Aidan put the car in park. “Abby said it died. It won’t hold a charge anymore, and Lexi threw a near hysterical fit until she promised we would get her a new one. She was ready to drive her into Alamosa herself but I convinced her to meet us at the G.”
“So we’re taking her into town? Isn’t it kind of late for that?” As far as Lucas was concerned, the phone could rot. He would never buy her another one again. He felt guilty, but there was a part of him that wished they were still back at Trio. He’d been able to forget some of his troubles with all the cra
ziness going on there.
“No. I told Abby to bring her back to the G so we could lay out a few new rules. I’ve been thinking a lot about this. I’ve been neglectful. I haven’t been doing my job because I got distracted.”

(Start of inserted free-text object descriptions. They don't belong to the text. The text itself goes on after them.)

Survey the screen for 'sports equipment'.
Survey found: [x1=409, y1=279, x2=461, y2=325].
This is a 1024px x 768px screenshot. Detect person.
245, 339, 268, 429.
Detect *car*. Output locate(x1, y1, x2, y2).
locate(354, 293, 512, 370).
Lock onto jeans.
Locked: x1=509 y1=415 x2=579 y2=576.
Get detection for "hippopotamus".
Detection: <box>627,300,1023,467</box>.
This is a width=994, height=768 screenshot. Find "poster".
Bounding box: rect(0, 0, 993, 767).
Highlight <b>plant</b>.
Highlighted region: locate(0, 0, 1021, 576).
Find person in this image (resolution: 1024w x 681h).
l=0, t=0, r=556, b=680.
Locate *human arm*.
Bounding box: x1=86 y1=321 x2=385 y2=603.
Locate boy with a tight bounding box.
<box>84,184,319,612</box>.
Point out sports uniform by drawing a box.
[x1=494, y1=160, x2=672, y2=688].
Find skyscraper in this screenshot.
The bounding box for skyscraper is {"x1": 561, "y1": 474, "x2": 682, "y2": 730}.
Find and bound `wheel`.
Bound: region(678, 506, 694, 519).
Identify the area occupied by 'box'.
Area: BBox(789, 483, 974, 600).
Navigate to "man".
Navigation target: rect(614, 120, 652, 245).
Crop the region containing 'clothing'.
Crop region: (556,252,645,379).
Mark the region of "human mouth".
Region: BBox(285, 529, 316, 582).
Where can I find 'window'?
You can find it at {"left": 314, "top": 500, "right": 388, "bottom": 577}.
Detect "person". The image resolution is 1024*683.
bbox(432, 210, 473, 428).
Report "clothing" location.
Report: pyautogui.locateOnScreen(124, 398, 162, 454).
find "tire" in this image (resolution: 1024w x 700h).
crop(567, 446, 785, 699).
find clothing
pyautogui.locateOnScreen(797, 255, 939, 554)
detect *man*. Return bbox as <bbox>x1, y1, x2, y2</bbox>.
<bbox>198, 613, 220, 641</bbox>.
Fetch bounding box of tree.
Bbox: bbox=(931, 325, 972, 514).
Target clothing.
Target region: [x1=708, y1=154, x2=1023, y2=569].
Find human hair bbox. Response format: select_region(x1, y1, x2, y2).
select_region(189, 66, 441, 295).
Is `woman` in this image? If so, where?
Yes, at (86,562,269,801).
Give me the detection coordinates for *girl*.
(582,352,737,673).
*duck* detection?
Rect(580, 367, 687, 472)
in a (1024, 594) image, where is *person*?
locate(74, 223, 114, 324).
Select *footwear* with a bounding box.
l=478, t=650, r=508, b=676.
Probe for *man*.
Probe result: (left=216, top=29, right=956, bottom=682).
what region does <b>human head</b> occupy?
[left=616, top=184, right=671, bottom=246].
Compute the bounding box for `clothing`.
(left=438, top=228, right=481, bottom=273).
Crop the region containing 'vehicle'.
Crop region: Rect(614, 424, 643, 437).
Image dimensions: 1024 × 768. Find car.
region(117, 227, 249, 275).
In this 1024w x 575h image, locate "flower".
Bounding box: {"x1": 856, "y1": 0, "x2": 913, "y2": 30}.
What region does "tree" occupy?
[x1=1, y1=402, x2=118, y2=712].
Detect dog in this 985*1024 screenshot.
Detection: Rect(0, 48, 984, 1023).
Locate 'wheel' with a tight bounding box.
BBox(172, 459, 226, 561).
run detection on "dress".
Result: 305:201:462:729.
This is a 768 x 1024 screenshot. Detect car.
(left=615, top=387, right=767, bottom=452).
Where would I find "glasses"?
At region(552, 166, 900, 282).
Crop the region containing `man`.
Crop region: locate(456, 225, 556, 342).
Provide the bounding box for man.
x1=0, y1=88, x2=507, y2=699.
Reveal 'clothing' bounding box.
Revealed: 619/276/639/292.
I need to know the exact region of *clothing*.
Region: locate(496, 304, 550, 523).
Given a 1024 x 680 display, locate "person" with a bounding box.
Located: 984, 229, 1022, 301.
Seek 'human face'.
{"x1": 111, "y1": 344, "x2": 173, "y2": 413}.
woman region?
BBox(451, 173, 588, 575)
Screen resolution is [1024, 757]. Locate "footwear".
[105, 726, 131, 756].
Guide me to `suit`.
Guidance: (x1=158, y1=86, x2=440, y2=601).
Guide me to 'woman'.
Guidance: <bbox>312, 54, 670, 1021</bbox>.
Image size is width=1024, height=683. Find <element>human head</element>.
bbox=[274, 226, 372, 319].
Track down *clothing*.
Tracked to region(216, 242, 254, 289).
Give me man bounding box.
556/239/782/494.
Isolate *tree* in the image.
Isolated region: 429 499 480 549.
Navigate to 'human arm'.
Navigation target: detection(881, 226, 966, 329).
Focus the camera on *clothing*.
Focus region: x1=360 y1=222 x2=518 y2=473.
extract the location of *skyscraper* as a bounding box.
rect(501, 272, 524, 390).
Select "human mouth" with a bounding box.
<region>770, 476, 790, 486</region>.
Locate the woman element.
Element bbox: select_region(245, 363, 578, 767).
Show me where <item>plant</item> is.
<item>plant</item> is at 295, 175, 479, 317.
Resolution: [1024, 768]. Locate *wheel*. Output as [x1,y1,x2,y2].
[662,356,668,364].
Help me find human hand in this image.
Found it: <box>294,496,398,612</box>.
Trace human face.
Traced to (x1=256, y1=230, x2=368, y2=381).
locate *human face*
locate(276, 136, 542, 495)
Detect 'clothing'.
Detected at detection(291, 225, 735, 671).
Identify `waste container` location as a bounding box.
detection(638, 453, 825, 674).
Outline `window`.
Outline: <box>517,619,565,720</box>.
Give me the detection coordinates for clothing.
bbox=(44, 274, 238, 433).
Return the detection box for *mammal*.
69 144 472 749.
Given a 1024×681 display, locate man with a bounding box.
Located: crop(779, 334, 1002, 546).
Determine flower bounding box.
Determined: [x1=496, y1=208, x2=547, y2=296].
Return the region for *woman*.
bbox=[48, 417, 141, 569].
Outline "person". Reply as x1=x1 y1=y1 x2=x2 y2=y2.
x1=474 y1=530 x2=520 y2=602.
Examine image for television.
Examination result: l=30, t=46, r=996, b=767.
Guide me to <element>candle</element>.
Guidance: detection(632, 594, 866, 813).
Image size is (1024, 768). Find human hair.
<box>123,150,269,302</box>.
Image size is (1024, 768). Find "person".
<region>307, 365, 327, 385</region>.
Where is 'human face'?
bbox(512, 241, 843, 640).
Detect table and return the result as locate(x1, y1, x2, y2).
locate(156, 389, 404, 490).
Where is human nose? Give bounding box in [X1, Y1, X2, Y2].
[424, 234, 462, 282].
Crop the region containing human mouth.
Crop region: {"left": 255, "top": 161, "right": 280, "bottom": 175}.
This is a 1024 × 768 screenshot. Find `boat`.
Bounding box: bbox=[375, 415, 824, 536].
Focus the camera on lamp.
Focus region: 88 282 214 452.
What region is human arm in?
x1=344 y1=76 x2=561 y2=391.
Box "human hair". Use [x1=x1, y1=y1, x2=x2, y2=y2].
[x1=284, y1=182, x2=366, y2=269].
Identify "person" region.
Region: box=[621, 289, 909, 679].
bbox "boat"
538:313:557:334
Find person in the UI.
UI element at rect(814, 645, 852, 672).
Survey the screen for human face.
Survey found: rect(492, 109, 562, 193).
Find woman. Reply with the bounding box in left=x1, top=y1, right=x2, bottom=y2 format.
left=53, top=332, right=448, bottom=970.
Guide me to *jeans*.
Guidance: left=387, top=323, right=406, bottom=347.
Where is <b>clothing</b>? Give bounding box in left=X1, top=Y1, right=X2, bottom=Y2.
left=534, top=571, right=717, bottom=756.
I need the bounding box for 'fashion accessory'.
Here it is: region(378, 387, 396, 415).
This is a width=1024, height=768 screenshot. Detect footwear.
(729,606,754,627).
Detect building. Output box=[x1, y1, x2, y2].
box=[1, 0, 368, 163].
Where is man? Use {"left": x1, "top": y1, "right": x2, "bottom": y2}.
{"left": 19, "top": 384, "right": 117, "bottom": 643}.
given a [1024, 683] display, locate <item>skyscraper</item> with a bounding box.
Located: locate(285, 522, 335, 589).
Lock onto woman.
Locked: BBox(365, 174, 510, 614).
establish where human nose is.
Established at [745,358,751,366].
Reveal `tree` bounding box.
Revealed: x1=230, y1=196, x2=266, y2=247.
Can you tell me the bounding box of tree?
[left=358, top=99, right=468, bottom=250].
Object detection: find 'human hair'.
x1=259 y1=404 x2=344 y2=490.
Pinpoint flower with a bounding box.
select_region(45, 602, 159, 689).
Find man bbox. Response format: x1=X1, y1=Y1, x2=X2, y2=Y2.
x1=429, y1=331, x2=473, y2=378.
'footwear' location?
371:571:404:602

“By the shit with the city council?” He’d been angry that Aidan had let it go on so long without bringing him in. “That could have gone very poorly.”
Aidan’s hands tightened around the steering wheel, and he stared out the window. “I don’t like bringing you into ranch business.”
Another thing he had a problem with, but then he’d spent the afternoon watching Jack and Sam. Sam could act like a goofball, but there was no question he was Jack’s partner. “Sam is a true sub, yet Jack treats him like a partner when it comes to that ranch. Hell, Finn is as submissive as they come, but Julian never hesitates to use his skills.”
If this had happened to Julian, Finn would have been in on the plans from the beginning. Julian would have dumped it into Finn’s lap and fully expected him to deal with the situation.
But Aidan apparently didn’t trust him.
Aidan’s eyes closed briefly. “You don’t understand. Sam was in on the ground floor of Barnes-Fleetwood.”
Well, of course. He was tired of it, tired of being shoved to the side. He undid his buckle and opened the door. “Yeah, well, tell me how it goes with Lexi.”
“Lucas, get back here this second.”
But he was exhausted. “No. I’ll head out to the motel. I’d like a night to myself.”
The car door slammed behind him and suddenly Lexi was standing on the porch, her eyes hollow as she stared at them. “Lucas?”
“I’m not taking you into town.” He brushed by her. She wouldn’t care that he was leaving. She would only care that he wouldn’t give her a new phone. She shut him out the same way Aidan did. She didn’t even ask him to read her contracts anymore.